Conflicts of Interest
Critical gap · 0Policy, prop-trading separation, listing-committee independence
MiCA Art. 72 — identify, prevent, manage, and disclose conflicts to clients.
Information barriers and separate books prevent the firm trading against client flow.
Token-listing decisions governed by an independent, documented committee.
AML / KYT
Critical gap · 0Onboarding KYC, transaction monitoring + chain analytics, sanctions
AMLR (EU) 2024/1624 — customer due diligence proportionate to assessed risk.
Know-Your-Transaction controls flag exposure to illicit-source wallets and mixers.
AMLR — targeted financial sanctions screening at onboarding and continuously.
Complaints Handling
Critical gap · 0Intake + SLA, decisioning timeline, NCA escalation
MiCA Art. 71 — effective and transparent procedures for prompt complaint handling.
MiCA Art. 71 — complaints investigated and resolved within committed timelines.
MiCA Art. 71 — clients informed of their right to escalate unresolved complaints.
ICT / DORA
Critical gap · 0ICT risk register, incident classification + reporting, testing
DORA — board-owned ICT risk-management framework with a maintained asset register.
DORA Art. 18–19 — classify by impact and notify the NCA within prescribed windows.
DORA Art. 24–25 — vulnerability scans and penetration tests on critical systems.
Business Continuity
Critical gap · 0Tested BCP, wind-down plan, third-party concentration
MiCA Art. 68 / DORA — business-continuity policy with tested recovery plans.
MiCA Art. 68 — continuity and regularity of services, including orderly exit.
DORA Art. 28 — concentration-risk identification and multi-vendor / exit strategy.
Dataset version 2026-06-02. No data is sent or stored. Computation runs locally.
Ordered by combined dimension weight + status weakness. Closing these in this order produces the largest score uplift per hour of remediation effort.

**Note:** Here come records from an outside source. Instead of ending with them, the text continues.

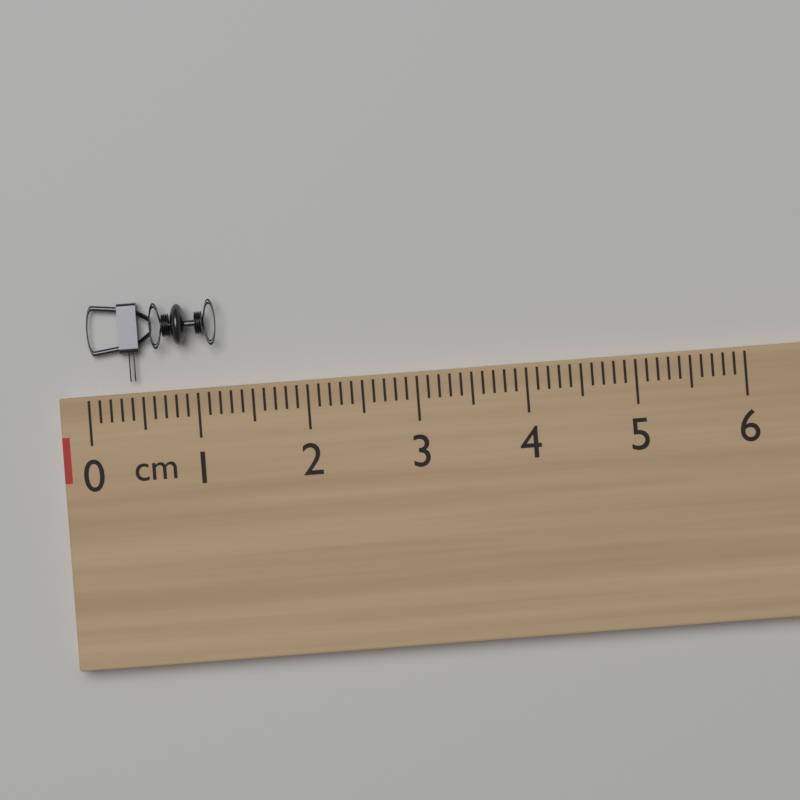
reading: 1.2 cm
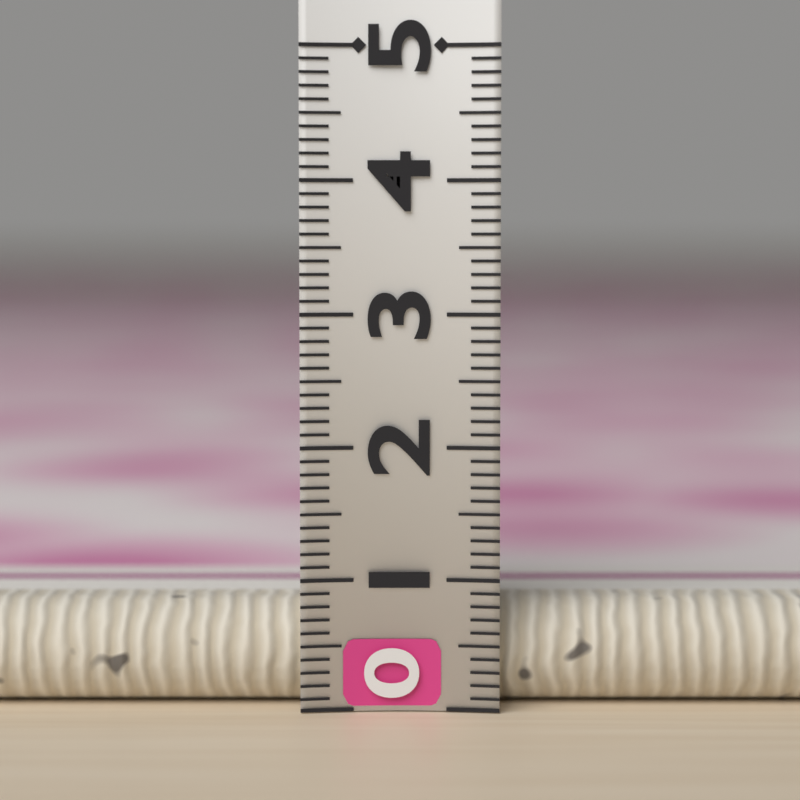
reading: 0.8 (no unit)
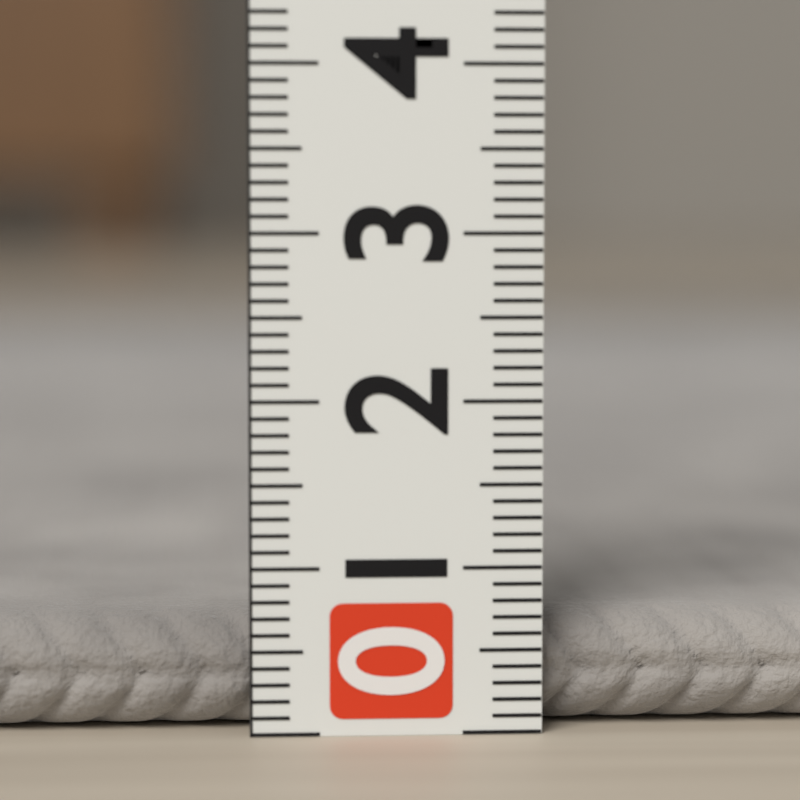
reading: 0.7 (no unit)
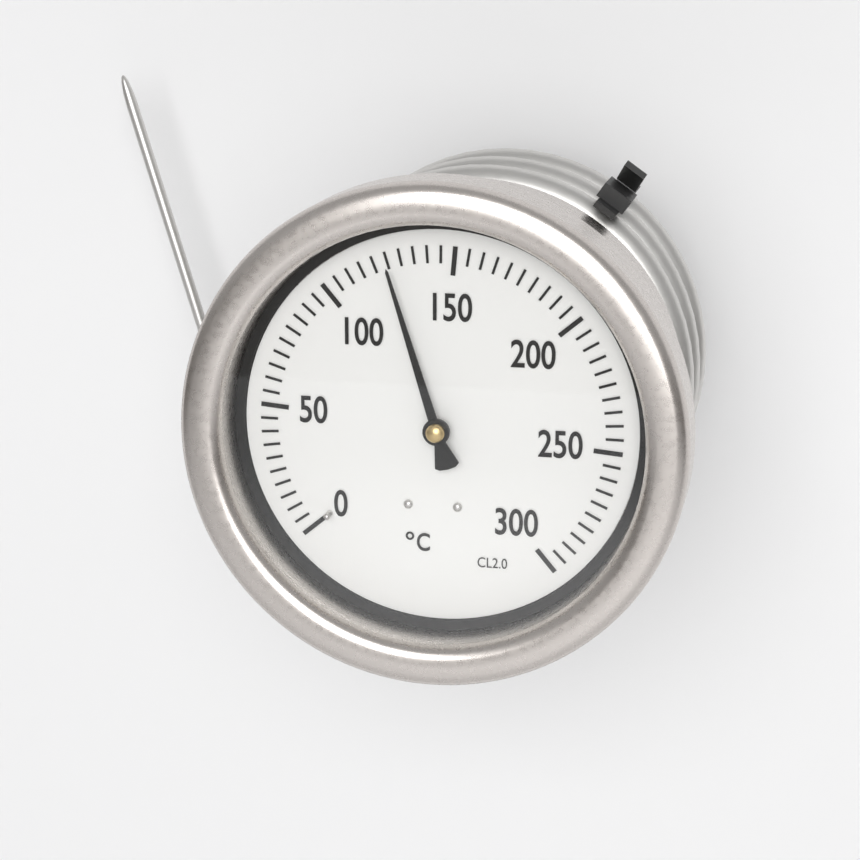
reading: 125 °C
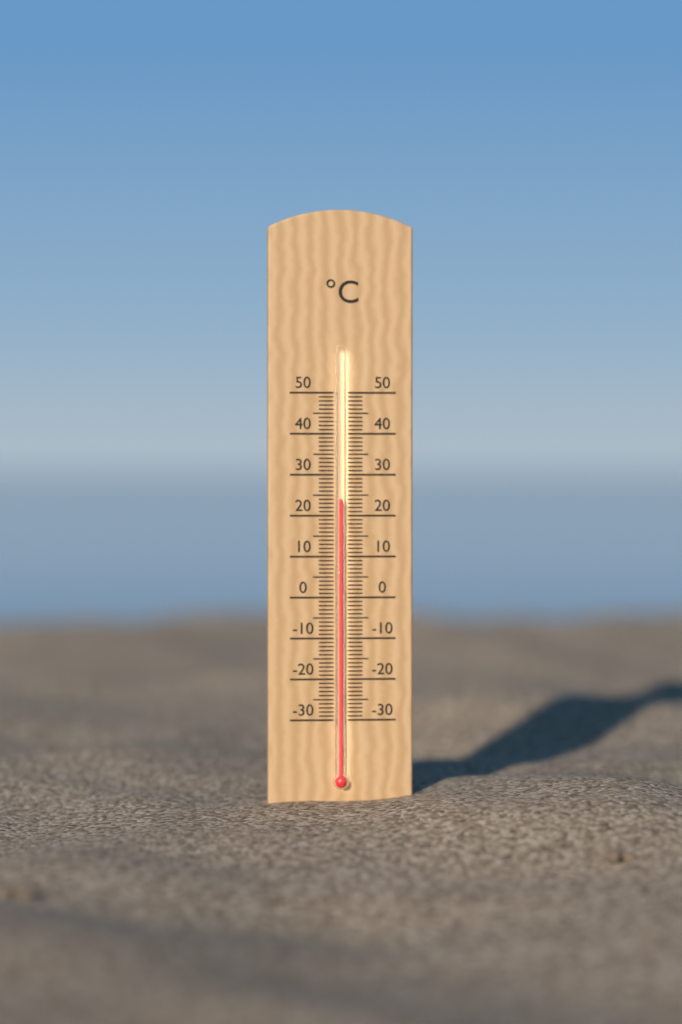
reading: 24 °C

- Documented hot / warm / cold wallet split with quantified hot-wallet exposure limits · MiCA Art. 75
- Key-management ceremony documented (generation, sharding, rotation, recovery) with dual control · MiCA Art. 75
- Client-asset holding limits and position registers reconciled to on-chain balances · MiCA Art. 75
- Client crypto-assets and funds segregated from the firm’s own assets · MiCA Art. 70
- Daily reconciliation of internal ledger to client positions and on-chain balances · MiCA Art. 70
- Insolvency ring-fence: legal opinion confirming client assets are bankruptcy-remote · MiCA Art. 70
- Automated market-surveillance system covering insider dealing and market manipulation · MiCA Art. 92
- Insider lists maintained for non-public information ahead of listings and announcements · MiCA Art. 88
- STOR pipeline operational — suspicious transactions reportable to the NCA on time · MiCA Art. 92
- Conflicts-of-interest policy maintained, disclosed, and reviewed at least annually · MiCA Art. 72
- Proprietary trading separated from client-facing and order-matching functions · MiCA Art. 72
- Listing committee independent from commercial and proprietary-desk influence · MiCA Art. 72
- Risk-based onboarding KYC with ongoing CDD and beneficial-ownership verification · AMLR / 6AMLD
- Transaction monitoring with chain-analytics screening of deposit and withdrawal addresses · AMLR / 6AMLD
- Real-time sanctions screening of customers, counterparties, and wallet addresses · AMLR / 6AMLD
- Free complaints-intake channel with logged acknowledgement and a defined SLA · MiCA Art. 71
- Decisioning timeline and reasoned outcomes communicated within the published deadline · MiCA Art. 71
- NCA / out-of-court escalation route documented and disclosed to clients · MiCA Art. 71
- ICT risk register mapped to critical and important functions, reviewed annually · DORA Art. 5–8
- Incident classification + reporting hitting 4h / 72h / 1-month notification timelines · DORA Art. 18–19
- Resilience-testing programme executed in the last 12 months with tracked remediation · DORA Art. 24–25
- BCP with recovery objectives tested at least annually · MiCA Art. 68
- Orderly wind-down plan in place enabling return of client assets · MiCA Art. 68
- Third-party concentration risk assessed with documented exit / fallback strategy · DORA Art. 28
For orientation only — not financial, legal, regulatory, or investment advice. Outputs are directional and based on generalised inputs. Decisions should be taken only after consultation with a qualified adviser on your specific facts — book the full assessment before acting on anything you read here.
Numbers shown exclude finconduit fees and any third-party costs (legal, audit, regulator-mandated experts, banking-relationship fees, document-translation, ongoing supervisory levies, or local agent / service-provider charges). Real-world authorisation budgets typically exceed the headline regulator-side numbers by a meaningful multiple.